The centre of the room was almost filled by a huge table, and in the middle of this was a piece of machinery which looked like an inverted searchlight, connected by several insulated wires with an electric battery underneath. Under the funnel was a wooden platter, and on this lay a piece of steel about a foot square and six inches thick. There was a strange light, which might perhaps be better described as a radiance rather than a light, falling on the block of steel. Another block, exactly similar, lay on one of the side benches. The Professor turned two switches in the table. A humming sound, which had pervaded the room when the Kaiser entered, ceased, and the radiance under the projector disappeared.

" Now, Your Majesty, this is the first experiment, and I shall ask you to make it yourself. These two blocks of steel are cut from the same armour-plate, the very finest that can be made at Essen. This one has been subjected to the influence of what I call my demagnetising rays. That one has not. There is a hammer and chisel beside it. Will Your Majesty be kind enough to see if you can make any impression on it."

"If this is Krupp's best I don't expect I can," laughed the Kaiser, as he took up the chisel and hammer and struck a smart blow in the middle of the plate. There was not a scratch on the steel, but the edge of the chisel was turned. "Good stuff, that," he said. " And that, you say, is from the same plate. What do you want me to do with it?"

The Professor held the wooden platter towards him, and said : " That, Your Majesty, is the best steel that Germany can produce. You have not been able to make a mark on it. This was the same steel, but it is steel no longer." " What do you mean, Herr Professor ? " interrupted the Kaiser with a quick lift of his heavy eyelids. " I hope this is not one of the solemn jokes which you scientific gentlemen seem so fond of making? "

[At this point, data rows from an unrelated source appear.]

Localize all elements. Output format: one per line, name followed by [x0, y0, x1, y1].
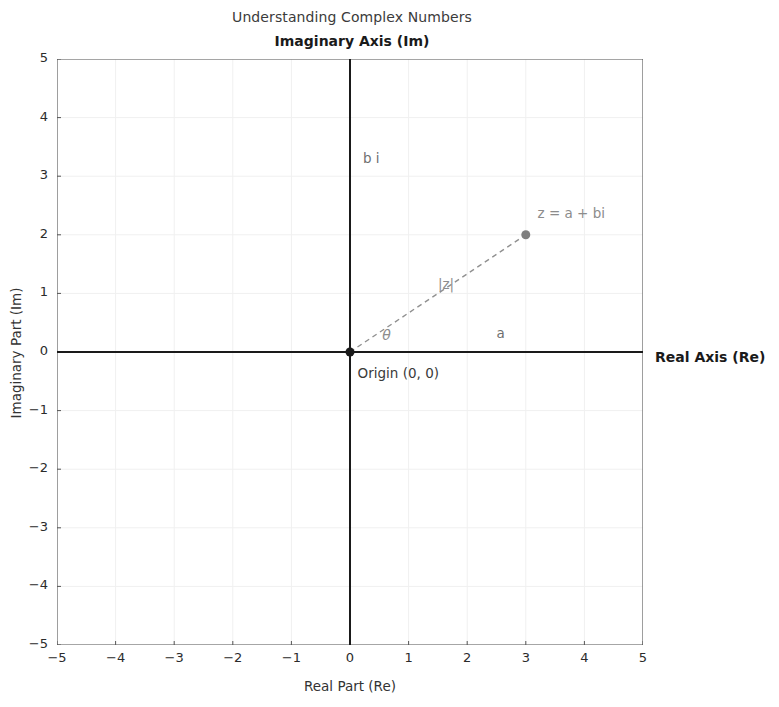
y-tick-label: 1	[8, 284, 48, 299]
x-tick-label: 4	[564, 650, 604, 665]
x-tick-label: −4	[96, 650, 136, 665]
page-title: Understanding Complex Numbers	[0, 9, 704, 25]
y-tick-label: 0	[8, 343, 48, 358]
y-tick-label: 5	[8, 50, 48, 65]
x-tick-label: 0	[330, 650, 370, 665]
y-tick-label: 4	[8, 109, 48, 124]
y-tick-label: 3	[8, 167, 48, 182]
origin-label: Origin (0, 0)	[358, 365, 439, 381]
plot-area	[57, 59, 643, 645]
x-axis-label: Real Part (Re)	[0, 678, 700, 694]
imaginary-axis-name: Imaginary Axis (Im)	[0, 33, 704, 49]
point-label-z: z = a + bi	[538, 205, 605, 221]
x-tick-label: −2	[213, 650, 253, 665]
x-tick-label: 1	[389, 650, 429, 665]
modulus-label: |z|	[438, 276, 454, 292]
y-tick-label: −1	[8, 402, 48, 417]
plot-canvas	[57, 59, 643, 645]
real-axis-name: Real Axis (Re)	[655, 349, 765, 365]
x-tick-label: −1	[271, 650, 311, 665]
y-tick-label: −5	[8, 636, 48, 651]
x-tick-label: 3	[506, 650, 546, 665]
y-tick-label: −2	[8, 460, 48, 475]
y-tick-label: 2	[8, 226, 48, 241]
angle-label-theta: θ	[382, 327, 391, 343]
real-component-label: a	[497, 325, 505, 341]
x-tick-label: 5	[623, 650, 663, 665]
y-tick-label: −3	[8, 519, 48, 534]
x-tick-label: 2	[447, 650, 487, 665]
imaginary-component-label: b i	[363, 150, 380, 166]
x-tick-label: −5	[37, 650, 77, 665]
y-tick-label: −4	[8, 577, 48, 592]
complex-plane-figure: Understanding Complex Numbers Imaginary …	[0, 0, 779, 707]
x-tick-label: −3	[154, 650, 194, 665]
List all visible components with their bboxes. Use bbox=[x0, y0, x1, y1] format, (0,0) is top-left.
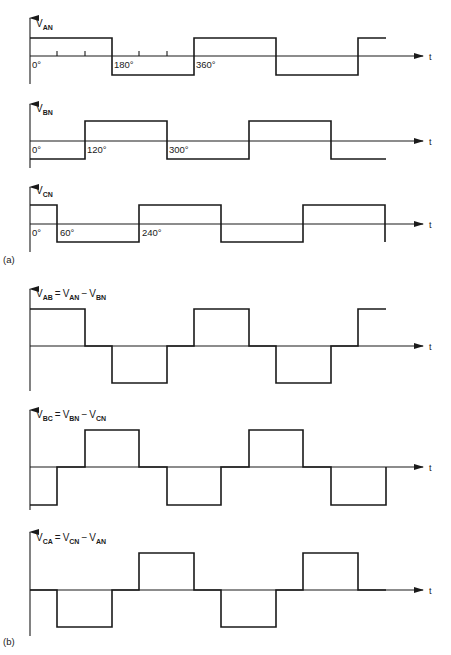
panel-vcn: VCN 0° 60° 240° t bbox=[30, 185, 432, 252]
label-vab: VAB=VAN−VBN bbox=[36, 288, 106, 301]
angle-label-60: 60° bbox=[60, 227, 75, 238]
waveform-vbn bbox=[30, 121, 386, 159]
panel-van: VAN 0° 180° 360° t bbox=[30, 18, 432, 84]
panel-vca: VCA=VCN−VAN t bbox=[30, 532, 432, 636]
panel-vab: VAB=VAN−VBN t bbox=[30, 288, 432, 391]
angle-label-0: 0° bbox=[32, 144, 41, 155]
angle-label-300: 300° bbox=[169, 144, 189, 155]
angle-label-0: 0° bbox=[32, 59, 41, 70]
label-vcn: VCN bbox=[36, 185, 53, 198]
time-label: t bbox=[429, 342, 432, 352]
part-label-b: (b) bbox=[3, 636, 15, 647]
time-label: t bbox=[429, 220, 432, 230]
panel-vbn: VBN 0° 120° 300° t bbox=[30, 103, 432, 168]
label-van: VAN bbox=[36, 18, 53, 31]
angle-label-240: 240° bbox=[142, 227, 162, 238]
time-label: t bbox=[429, 463, 432, 473]
part-label-a: (a) bbox=[3, 254, 15, 265]
label-vbc: VBC=VBN−VCN bbox=[36, 409, 106, 422]
angle-label-0: 0° bbox=[32, 227, 41, 238]
time-label: t bbox=[429, 586, 432, 596]
waveform-diagram: VAN 0° 180° 360° t VBN 0° 120° 300° t VC… bbox=[0, 0, 451, 655]
angle-label-120: 120° bbox=[87, 144, 107, 155]
panel-vbc: VBC=VBN−VCN t bbox=[30, 409, 432, 510]
time-label: t bbox=[429, 137, 432, 147]
angle-label-360: 360° bbox=[196, 59, 216, 70]
label-vca: VCA=VCN−VAN bbox=[36, 532, 106, 545]
angle-label-180: 180° bbox=[114, 59, 134, 70]
time-label: t bbox=[429, 52, 432, 62]
label-vbn: VBN bbox=[36, 103, 53, 116]
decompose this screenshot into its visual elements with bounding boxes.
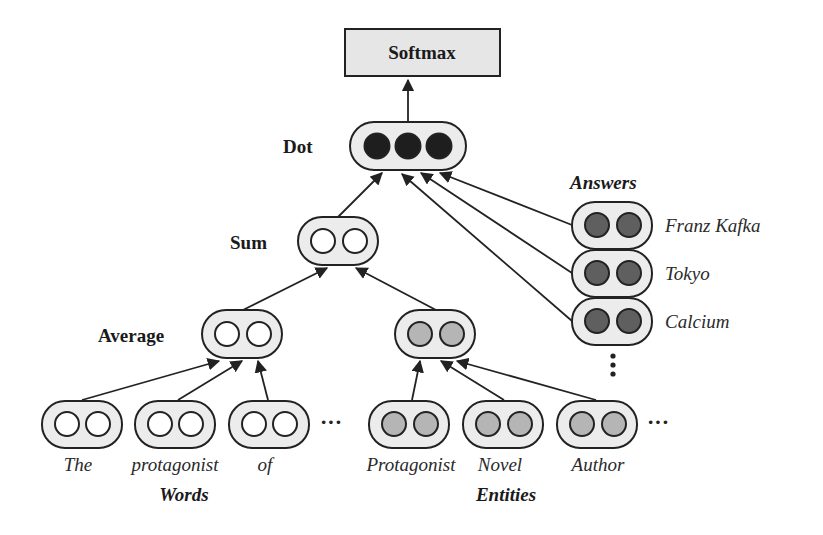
architecture-diagram: Softmax Dot Sum Average Answers Fran (0, 0, 823, 535)
entity-item: Author (557, 401, 637, 475)
edge-sum-to-dot (338, 173, 382, 217)
dot-unit-3 (427, 134, 452, 159)
word-label: The (64, 454, 93, 475)
answer-unit (585, 261, 609, 285)
answer-unit (617, 261, 641, 285)
sum-unit-1 (311, 229, 335, 253)
entity-label: Novel (477, 454, 522, 475)
answers-group: Answers Franz Kafka Tokyo Calcium (569, 172, 761, 377)
edge-entity-2-to-avg (441, 361, 504, 400)
edge-word-2-to-average (178, 361, 242, 400)
words-group: The protagonist of ··· Words (42, 401, 342, 505)
entity-unit (476, 412, 500, 436)
answer-item: Tokyo (572, 250, 710, 297)
edge-word-3-to-average (258, 361, 268, 400)
sum-label: Sum (230, 232, 267, 253)
edge-answer-3-to-dot (402, 174, 572, 321)
dot-unit-2 (396, 134, 421, 159)
answer-unit (617, 309, 641, 333)
entity-unit (508, 412, 532, 436)
entity-label: Author (570, 454, 625, 475)
answer-label: Tokyo (665, 263, 710, 284)
average-unit-1 (215, 322, 239, 346)
edge-average-to-sum (243, 268, 327, 310)
answer-label: Calcium (665, 311, 729, 332)
word-unit (242, 412, 266, 436)
sum-unit-2 (343, 229, 367, 253)
entity-unit (602, 412, 626, 436)
answer-item: Calcium (572, 298, 729, 345)
word-unit (148, 412, 172, 436)
edge-entity-avg-to-sum (356, 268, 436, 310)
entity-unit (382, 412, 406, 436)
average-unit-2 (247, 322, 271, 346)
sum-node: Sum (230, 217, 378, 265)
entity-aggregate-unit-2 (440, 322, 464, 346)
word-unit (179, 412, 203, 436)
word-unit (273, 412, 297, 436)
answer-label: Franz Kafka (664, 215, 761, 236)
answers-title: Answers (569, 172, 637, 193)
dot-node: Dot (283, 122, 466, 170)
answer-unit (585, 309, 609, 333)
entity-unit (570, 412, 594, 436)
answer-unit (617, 213, 641, 237)
entities-group: Protagonist Novel Author ··· Entities (365, 401, 669, 505)
word-item: of (229, 401, 309, 475)
entities-title: Entities (475, 484, 536, 505)
entity-aggregate-unit-1 (408, 322, 432, 346)
softmax-label: Softmax (388, 42, 456, 63)
softmax-node: Softmax (345, 29, 500, 76)
entity-item: Protagonist (365, 401, 456, 475)
word-unit (55, 412, 79, 436)
words-ellipsis: ··· (320, 409, 342, 434)
word-label: protagonist (130, 454, 220, 475)
answers-vertical-ellipsis (610, 353, 615, 376)
word-item: The (42, 401, 122, 475)
entity-aggregate-node (395, 310, 475, 358)
entity-label: Protagonist (365, 454, 456, 475)
answer-unit (585, 213, 609, 237)
entity-unit (414, 412, 438, 436)
dot-unit-1 (365, 134, 390, 159)
edge-word-1-to-average (82, 361, 219, 400)
average-label: Average (98, 325, 164, 346)
edge-entity-3-to-avg (457, 361, 596, 400)
word-item: protagonist (130, 401, 220, 475)
answer-item: Franz Kafka (572, 202, 761, 249)
edge-answer-2-to-dot (421, 173, 572, 273)
average-node: Average (98, 310, 282, 358)
dot-label: Dot (283, 136, 313, 157)
entity-item: Novel (463, 401, 543, 475)
word-unit (86, 412, 110, 436)
entities-ellipsis: ··· (647, 409, 669, 434)
words-title: Words (159, 484, 208, 505)
word-label: of (258, 454, 276, 475)
edge-entity-1-to-avg (412, 361, 420, 400)
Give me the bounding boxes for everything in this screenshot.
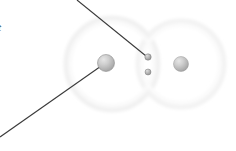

" On the contrary, Your Majesty," replied the man of science very seriously, " I believe it to be the most solemn fact that has been discovered since tribes and nations first went to war with each other. Will you be good enough to take the hammer and strike this piece of metal lightly in the centre."

The Kaiser took up the hammer and struck the block rather smartly. To his utter amazement it vanished. There was a heap of fine dust on the platter, and more falling over the edges on to the floor.

" Heavens, Professor ! " he gasped. " What miracle is this?"

"There are no miracles, Your Majesty," he replied, putting the platter down on the table, and sweeping some of the dust into the palm of his right hand : " there are only discoveries. What I have had the fortune to discover is the fact that, by the influence of certain electro-ethereal waves, iron and steel may be demagnetised. But, to put it more plainly, I would say that, as Your Majesty is well aware, the molecules composing every substance revolve round each other in a given direction, but with varying speeds. The greater the speed, the harder the substance, and that is why the diamond is the hardest material known. But, for want of a better term, demagnetising a metal slows down these revolu- tions until they stop and reverse, and therefore, instead of cohering, the molecules repel each other. Thus, on the slightest shock, the hardest metal falls to dust. This dust, for instance, is composed of minute particles of iron, nickel, phosphorus, and carbon, once fused and hardened in oil by Krupp's special process. It has been for a quarter of an hour under the influence of the rays, and Your Majesty sees the result. It is all perfectly simple."

Technovelgy from The Lord of Labour, by George Griffith.